Part of messaging application design includes determining how to use these operations and attributes in way that is meaningful for the users of the application.

Because queues are resources provided and controlled by queue managers, the names of queues are composite names. These composite names are formed from a "junction" name that identifies the queue manager along with a name for a queue that is local to that queue manager.

The structure of these names is transparent to users in that junctions are traversed automatically by the messaging system.

Security

The messaging service adheres to the model specified in the DCE Security AES, and protects resources as described below.

The sender and receiver may both specify the end-to-end level of protection for messages. The messaging system must guarantee that the requested protection is enforced by not allowing a receiver to dequeue a message unless the stronger of the protection levels requested by both the sender and receiver are satisfied.

The protection levels provided by the messaging service and two methods of enforcing the requested protection are given below.

Protection Levels

The choices that both sender and receiver have for protection level are listed below in order of weakest to strongest:
  1. None
  2. Authentication
  3. Authentication and Data Integrity
  4. Authentication, Data Integrity and Privacy
None
The messaging service provides no protection.

Authentication
The messaging service guarantees that the sender of a message is correctly identified to a receiver.
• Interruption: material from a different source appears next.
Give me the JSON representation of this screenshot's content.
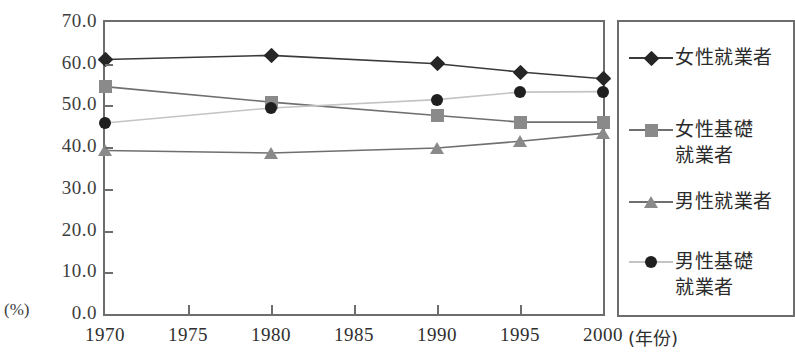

It is the receiver's responsibility to determine a sender's authorization based upon this identity. In addition, the following checks are made:

Authentication and Data Integrity
In addition to the authentication guarantee, the message is protected from any form of modification including addition or deletion of data.

Authentication, Data Integrity and Privacy
In addition to Authentication and Data Integrity, the message data is protected such that it can only be read by authorized receivers. This includes protection against eavesdropping on the communication channels used by the messaging service.

The level of protection provided for a delivery notification will be at least as great as that requested for the message to which it corresponds.

Enforcement

Ideally, message protection is provided by a trusted service that is external to the messaging service so that queue managers need not be part of the trusted computing base.

If such a service is not available, the messaging API components and the queue managers must be part of the trusted computing base. Senders and receivers rely on their messaging API components to enforce the requested protection level in all communications among these components and the queue managers. Also, the queue manager must maintain the requested protection for all messages sent to and received from messaging components, and for those messages stored in queues.

Access Control

Control over the creation, destruction and operational behavior of queues and queue managers is determined by access control lists (ACL). The DCE Security AES specifies general the definition and use of ACLs.

Queue Manager ACLs

Each queue manager ACL provides five permissions:

Queue ACLs

Each queue ACL provides ten permissions:

Marshaling

It is often the case that the information to be transmitted in a message is a data structure. In addition, various systems may each employ a different representation of simple data types. Determining how to encode and decode information in messages can be a tedious and error prone task which is automated by the messaging service.

The messaging service employs the DCE encoding services to handle this data marshaling and unmarshaling. Using DCE Interface Definition Language (IDL), a messaging application defines the structure of the messages it will send and receive.

To send a message, the sender points to the data to be included in the message and indicates the message structure. The messaging system will encode this data structure for transmission.

The receiver of the message is provided with an indication of the data structure that is encoded within the message. The receiver may then invoke the decoding service to extract the information into a local representation of the structure.